On July 1, the district will become the “Normandy Schools Collaborative.” An appointed board will replace the elected one, and it will report to the state. The Missouri Board of Education is scheduled to consider the accreditation status of Normandy at its meeting on June 16 and 17. Because the Normandy collaborative will be considered a brand new district, it most likely will not carry any accreditation classification. New student transfers will come to a halt.
Also as a result, charter schools most likely would have to have backing from the appointed board to open there.
Jones is skeptical that charter schools could be part of any broad solution.
Charter schools are tuition-free public schools that operate independently of school districts. They are intended to give parents an alternative to failing urban schools. But in St. Louis, some charter schools have performed even worse than the city school system, though their track record is improving.
“I haven’t been too happy with their performance,” said Rep. Clem Smith, D-St. Louis County, who represents much of the area within the Normandy School District.
Memories of charter failures — such as Paideia Academy and the six Imagine charter schools — are still fresh in his mind, and those of others. The state effectively closed those down in 2010 and 2012 after years of abysmal academic results.

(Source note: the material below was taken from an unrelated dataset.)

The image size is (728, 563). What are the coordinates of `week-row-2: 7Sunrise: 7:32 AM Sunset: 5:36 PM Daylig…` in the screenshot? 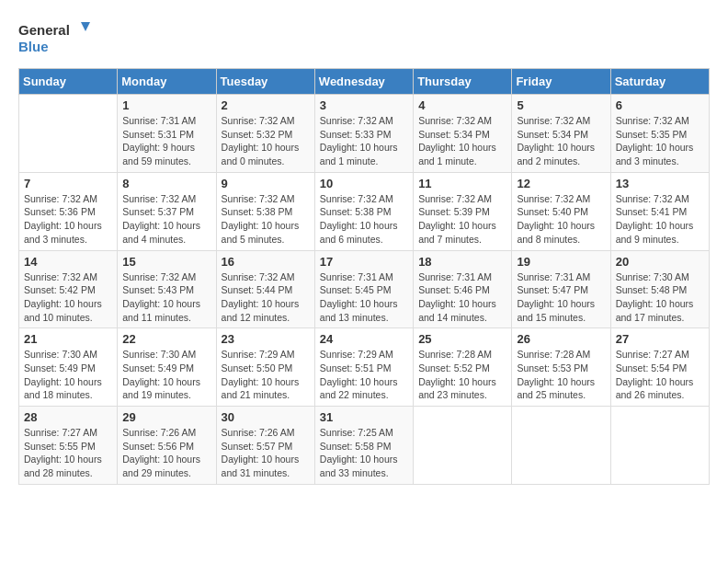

Nevertheless, some parents in Normandy say they’d like charters to be among their choices when trying to decide where to send their children.
Tierra Winston, whose daughter will be a first-grader this fall at Jefferson Elementary School in Normandy, said she’s considered transferring to higher performing schools elsewhere, but doesn’t like the idea of putting her little girl on a bus bound for schools 30 miles away, or having to drive her cross-county each day.
“I would love for her to be close to home,” Winston said. “I would love for her to have other options. Any other elementary school in Normandy isn’t any different than the elementary school she’s in.”
Simpson began working on opening the proposed Vernare Learning in Normandy last fall, after the transfer situation began. It would have started with kindergarten through second grade, and eventually would have grown to include high school, Simpson said. The school wouldn’t have opened until the 2016-17 school year.
Simpson still needed to find a building. She also needed to raise private money. She and her board plan to submit a charter application to the state in September, with intentions of now opening the school in St. Louis.
Doug Thaman, executive director of the Missouri Charter Public School Association, said attracting quality charter operators to Normandy continues to be tough. Even if the district’s accreditation status does change, state law would allow charter operators to open schools in Normandy under certain conditions. Thaman said he’s not sure if any potential operators would try.
“They aren’t going to consider this until there is some certainty. It keeps changing,” Thaman said. “It’s been such a swirling mess with what’s going to happen to that district.”